If you only need the buying answer
The cheapest short-term access to Introduction to Law and the Legal System is digital, not the current print listing. But the current print listing is dramatically below the sampled semester rental, used-print, and new-print market. That makes it a strong ownership route for students who want a law reference to keep rather than an access product that disappears.
| Format | Source | Price | |
|---|---|---|---|
| Merybook | $86.58 | Check price | |
| Digital access | Digital market | $58.99 | Check price |
| Semester rental | eCampus | $155.96 | Check price |
| Used print | eCampus | $195.79 | Check price |
| New print | eCampus | $258.64 | Check price |
So this is another split market. Digital wins on absolute first cost. But if you want a physical introduction-to-law reference, the current print listing is so much better than the surrounding ownership market that it becomes very easy to justify.
What this book actually teaches
An introduction-to-law text matters because it teaches students how legal systems are organized, how cases and statutes work, how institutions interact, and how legal reasoning fits into public life. A good introductory law book is not just for one exam. It gives students a structural map of the legal system that can remain useful in later paralegal, legal-studies, criminal-justice, or public-policy work.
That is why a retained print copy can make sense. Students often come back to foundational legal structure, terminology, and system-level reasoning later. A cheap digital access window is fine for temporary study, but it is not the same thing as owning a usable reference.
Who should choose digital and who should buy print
Choose digital if your only goal is the cheapest one-term access. Buy the current print listing if you want a legal-system reference you can keep and use later. In the current market, digital wins on short-term cost and print wins strongly on ownership value.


What is needed
When you transcribe the lines below, keep every word the same and leave the pictures behind.

Records drawn from a dataset:

★ ★ ★ ★ ★ ★ ★

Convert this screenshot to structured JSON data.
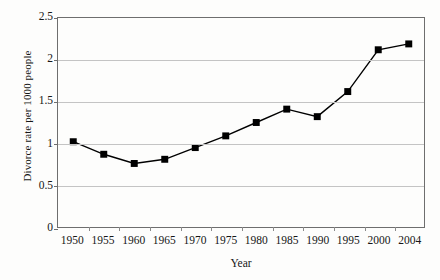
{
  "chart_data": {
    "type": "line",
    "title": "",
    "xlabel": "Year",
    "ylabel": "Divorce rate per 1000 people",
    "categories": [
      "1950",
      "1955",
      "1960",
      "1965",
      "1970",
      "1975",
      "1980",
      "1985",
      "1990",
      "1995",
      "2000",
      "2004"
    ],
    "values": [
      1.02,
      0.87,
      0.76,
      0.81,
      0.95,
      1.09,
      1.25,
      1.41,
      1.32,
      1.62,
      2.12,
      2.19
    ],
    "x": [
      1950,
      1955,
      1960,
      1965,
      1970,
      1975,
      1980,
      1985,
      1990,
      1995,
      2000,
      2004
    ],
    "ylim": [
      0,
      2.5
    ],
    "yticks": [
      "0",
      "0.5",
      "1",
      "1.5",
      "2",
      "2.5"
    ],
    "ytick_values": [
      0,
      0.5,
      1,
      1.5,
      2,
      2.5
    ],
    "grid": "horizontal",
    "legend": "none",
    "marker": "square",
    "marker_color": "#000000",
    "line_color": "#000000"
  }
}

★ ★ ★ ★ ★ ★ ★

Your solution
Convert this screenshot to structured JSON data.
{
  "chart_data": {
    "type": "line",
    "title": "",
    "xlabel": "Year",
    "ylabel": "Divorce rate per 1000 people",
    "categories": [
      "1950",
      "1955",
      "1960",
      "1965",
      "1970",
      "1975",
      "1980",
      "1985",
      "1990",
      "1995",
      "2000",
      "2004"
    ],
    "values": [
      1.02,
      0.87,
      0.76,
      0.81,
      0.95,
      1.09,
      1.25,
      1.41,
      1.32,
      1.62,
      2.12,
      2.19
    ],
    "x": [
      1950,
      1955,
      1960,
      1965,
      1970,
      1975,
      1980,
      1985,
      1990,
      1995,
      2000,
      2004
    ],
    "ylim": [
      0,
      2.5
    ],
    "yticks": [
      "0",
      "0.5",
      "1",
      "1.5",
      "2",
      "2.5"
    ],
    "ytick_values": [
      0,
      0.5,
      1,
      1.5,
      2,
      2.5
    ],
    "grid": "horizontal",
    "legend": "none",
    "marker": "square",
    "marker_color": "#000000",
    "line_color": "#000000"
  }
}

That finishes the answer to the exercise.